United States or Thailand ? Vote for the TOP Country of the Week !


For a fortnight the British were on the road and out of the fight, which was left for the most part to Castelnau's 7th and Maud'huy's 10th Armies; and strenuous fighting it was for all-important objects.

German Lorraine seemed equally insecure, for on the 18th Castelnau's troops were in Saarburg cutting the rail and roads between Strassburg and Metz. The Germans, however, were not unprepared: their Fifth Army, under the Crown Prince Rupprecht of Bavaria, came down from Metz and fell upon the exposed French left, which was routed with great losses in guns and prisoners on the 21st.

If the sublime unselfishness of such men could have communicated itself to some of the minor figures of this war, how much more inspiring might be the stories of these civilian commanders! At six o'clock Foch was under way again to Amiens, Doullens, St. Pol, and then, at nine, to Aubigny, where General Maud'huy had the headquarters of his army, holding the line north of Castelnau's.

The King made a sign that he should be spared; but the Cardinal of Lorraine chose to misunderstand, gave the fatal signal, and Castelnau's head fell with the rest.

Whatever vicissitudes of politics, whatever campaigns ensue, whatever changes come in the world after the war, Joffre's victory at the Marne and Castelnau's victory in Lorraine, which was its complement in masterly tactics, make their niches in the national Pantheon secure.

In this letter, since published by M. de Keratry, M. Eloin warned Maximilian against affording the French an easy way out of their difficulties by yielding to General Castelnau's wiles.

Imagine a portly woman of sixty, with a shrewd humorous face, talking with French vivacity, and with many homely turns of phrase drawn straight from that life of the soil and the peasants amid which she worked; a woman named in one of General Castelnau's Orders of the Day and entitled to wear the Legion of Honour; a woman, too, who has seen horror face to face as few women, even in war, have seen it, yet still simple, racy, full of irony, and full of heart, talking as a mother might talk of her "grands blessés"! but always with humorous asides, and an utter absence of pose or pretence; flashing now into scorn and now into tenderness, as she described the conduct of the German officers who searched her hospital for arms, or the helplessness of the wounded men whom she protected.

But unfortunately, it occupied one of the central points of the fighting in the campaign of Lorraine, after the defeat of General Castelnau's Army at Morhange on August 20th, 1914. The exultant and victorious Germans pushed on rapidly after that action. Lunéville was occupied, and the fighting spread to the districts south and west of that town.

It signifies, for the moment, the decay of hopes, a mould of rust obscuring ambition. But in a little while the steel of your courage will shine bright once more. I am Madame Gilbert; my husband was of the Territorial Army a Captain also." She had thought to have made him a Colonel on General Castelnau's staff, but refrained from so risky a flight of imagination.

But it seemed to me that in the feeling of France, Champagne came next Champagne, associated first of all with Castelnau's victory in the autumn of 1915, then with General Nivelle's tragic check in 1917, with the serious crisis in the French Army in May and June of that year; and finally with General Gouraud's brilliant successes in the summer and autumn of 1918.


→ Task requirements
Set down every record below exactly as it stands, with the pictures omitted.

→ Dataset listings of figures
□ □ □ □ □

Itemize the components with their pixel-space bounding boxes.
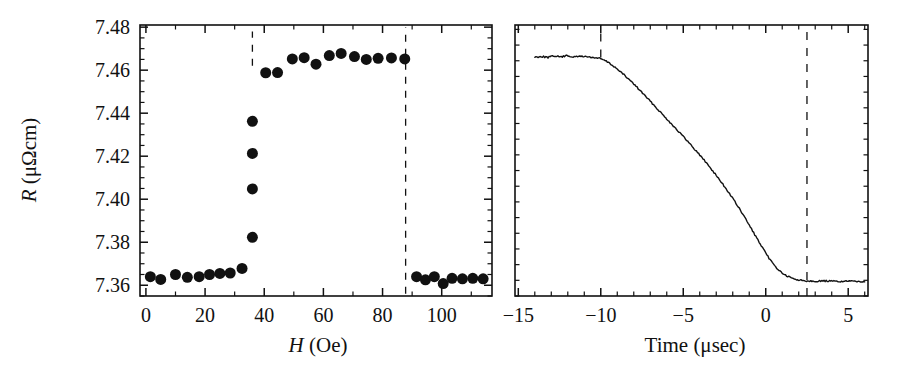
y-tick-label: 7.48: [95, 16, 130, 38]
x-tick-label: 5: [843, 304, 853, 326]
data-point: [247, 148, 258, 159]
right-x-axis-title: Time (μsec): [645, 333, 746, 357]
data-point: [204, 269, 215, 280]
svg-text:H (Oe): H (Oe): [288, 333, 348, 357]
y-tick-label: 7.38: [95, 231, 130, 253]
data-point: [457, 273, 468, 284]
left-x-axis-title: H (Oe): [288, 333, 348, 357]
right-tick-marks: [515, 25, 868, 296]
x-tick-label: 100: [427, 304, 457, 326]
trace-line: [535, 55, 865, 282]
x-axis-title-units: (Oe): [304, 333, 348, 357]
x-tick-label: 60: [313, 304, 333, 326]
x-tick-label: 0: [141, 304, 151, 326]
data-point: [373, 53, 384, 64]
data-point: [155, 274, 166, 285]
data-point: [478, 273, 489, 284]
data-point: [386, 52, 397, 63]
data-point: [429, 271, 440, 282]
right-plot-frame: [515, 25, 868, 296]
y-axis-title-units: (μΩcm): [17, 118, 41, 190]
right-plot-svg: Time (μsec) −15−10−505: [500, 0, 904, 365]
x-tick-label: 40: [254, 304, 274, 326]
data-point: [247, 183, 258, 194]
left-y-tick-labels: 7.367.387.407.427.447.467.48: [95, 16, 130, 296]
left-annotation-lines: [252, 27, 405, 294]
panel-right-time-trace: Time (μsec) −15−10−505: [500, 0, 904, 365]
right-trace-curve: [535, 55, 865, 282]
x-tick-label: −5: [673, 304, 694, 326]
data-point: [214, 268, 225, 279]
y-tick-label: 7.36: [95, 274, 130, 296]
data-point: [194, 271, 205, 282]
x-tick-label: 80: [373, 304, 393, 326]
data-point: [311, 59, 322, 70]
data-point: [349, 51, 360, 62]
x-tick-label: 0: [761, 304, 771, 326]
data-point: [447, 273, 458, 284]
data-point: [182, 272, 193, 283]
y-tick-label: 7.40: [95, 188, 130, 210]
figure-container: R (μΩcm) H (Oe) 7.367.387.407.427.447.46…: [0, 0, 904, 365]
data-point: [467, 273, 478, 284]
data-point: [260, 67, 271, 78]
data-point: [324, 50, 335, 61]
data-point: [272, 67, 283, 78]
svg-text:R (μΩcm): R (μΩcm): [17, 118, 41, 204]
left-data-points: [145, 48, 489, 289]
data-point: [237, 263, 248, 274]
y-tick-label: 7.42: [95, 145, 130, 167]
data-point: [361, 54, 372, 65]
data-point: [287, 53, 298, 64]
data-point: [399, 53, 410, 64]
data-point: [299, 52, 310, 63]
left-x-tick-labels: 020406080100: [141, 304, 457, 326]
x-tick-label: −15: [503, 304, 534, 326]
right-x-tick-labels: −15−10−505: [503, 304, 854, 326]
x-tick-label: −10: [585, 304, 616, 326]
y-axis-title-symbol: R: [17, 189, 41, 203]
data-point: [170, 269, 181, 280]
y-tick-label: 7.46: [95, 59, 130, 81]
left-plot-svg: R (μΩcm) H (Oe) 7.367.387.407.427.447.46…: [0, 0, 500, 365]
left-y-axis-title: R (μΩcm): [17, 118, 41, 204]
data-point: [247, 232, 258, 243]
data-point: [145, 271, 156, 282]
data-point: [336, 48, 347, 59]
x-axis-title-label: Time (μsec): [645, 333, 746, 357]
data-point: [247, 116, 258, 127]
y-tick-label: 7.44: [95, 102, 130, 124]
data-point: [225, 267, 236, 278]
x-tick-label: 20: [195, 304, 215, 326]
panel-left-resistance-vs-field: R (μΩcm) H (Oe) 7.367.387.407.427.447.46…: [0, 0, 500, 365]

□ □ □ □ □

→ Written answer
Itemize the components with their pixel-space bounding boxes.
y-tick-label: 7.48: [95, 16, 130, 38]
x-tick-label: 5: [843, 304, 853, 326]
data-point: [247, 148, 258, 159]
right-x-axis-title: Time (μsec): [645, 333, 746, 357]
data-point: [204, 269, 215, 280]
svg-text:H (Oe): H (Oe): [288, 333, 348, 357]
y-tick-label: 7.38: [95, 231, 130, 253]
data-point: [457, 273, 468, 284]
left-x-axis-title: H (Oe): [288, 333, 348, 357]
right-tick-marks: [515, 25, 868, 296]
x-tick-label: 100: [427, 304, 457, 326]
trace-line: [535, 55, 865, 282]
x-axis-title-units: (Oe): [304, 333, 348, 357]
x-tick-label: 60: [313, 304, 333, 326]
x-tick-label: 0: [141, 304, 151, 326]
data-point: [373, 53, 384, 64]
data-point: [155, 274, 166, 285]
data-point: [478, 273, 489, 284]
data-point: [386, 52, 397, 63]
data-point: [429, 271, 440, 282]
right-plot-frame: [515, 25, 868, 296]
y-axis-title-units: (μΩcm): [17, 118, 41, 190]
right-plot-svg: Time (μsec) −15−10−505: [500, 0, 904, 365]
x-tick-label: 40: [254, 304, 274, 326]
data-point: [247, 183, 258, 194]
left-y-tick-labels: 7.367.387.407.427.447.467.48: [95, 16, 130, 296]
left-annotation-lines: [252, 27, 405, 294]
panel-right-time-trace: Time (μsec) −15−10−505: [500, 0, 904, 365]
right-trace-curve: [535, 55, 865, 282]
x-tick-label: −5: [673, 304, 694, 326]
data-point: [214, 268, 225, 279]
y-tick-label: 7.36: [95, 274, 130, 296]
data-point: [194, 271, 205, 282]
x-tick-label: 80: [373, 304, 393, 326]
data-point: [311, 59, 322, 70]
data-point: [349, 51, 360, 62]
x-tick-label: 0: [761, 304, 771, 326]
data-point: [447, 273, 458, 284]
data-point: [182, 272, 193, 283]
y-tick-label: 7.40: [95, 188, 130, 210]
figure-container: R (μΩcm) H (Oe) 7.367.387.407.427.447.46…: [0, 0, 904, 365]
data-point: [467, 273, 478, 284]
data-point: [260, 67, 271, 78]
data-point: [324, 50, 335, 61]
data-point: [272, 67, 283, 78]
svg-text:R (μΩcm): R (μΩcm): [17, 118, 41, 204]
left-data-points: [145, 48, 489, 289]
data-point: [237, 263, 248, 274]
y-tick-label: 7.42: [95, 145, 130, 167]
data-point: [361, 54, 372, 65]
data-point: [287, 53, 298, 64]
data-point: [399, 53, 410, 64]
data-point: [299, 52, 310, 63]
left-x-tick-labels: 020406080100: [141, 304, 457, 326]
x-tick-label: −15: [503, 304, 534, 326]
right-x-tick-labels: −15−10−505: [503, 304, 854, 326]
x-tick-label: −10: [585, 304, 616, 326]
y-axis-title-symbol: R: [17, 189, 41, 203]
data-point: [170, 269, 181, 280]
y-tick-label: 7.46: [95, 59, 130, 81]
left-plot-svg: R (μΩcm) H (Oe) 7.367.387.407.427.447.46…: [0, 0, 500, 365]
left-y-axis-title: R (μΩcm): [17, 118, 41, 204]
data-point: [247, 232, 258, 243]
data-point: [145, 271, 156, 282]
data-point: [336, 48, 347, 59]
x-axis-title-label: Time (μsec): [645, 333, 746, 357]
data-point: [247, 116, 258, 127]
y-tick-label: 7.44: [95, 102, 130, 124]
data-point: [225, 267, 236, 278]
x-tick-label: 20: [195, 304, 215, 326]
panel-left-resistance-vs-field: R (μΩcm) H (Oe) 7.367.387.407.427.447.46…: [0, 0, 500, 365]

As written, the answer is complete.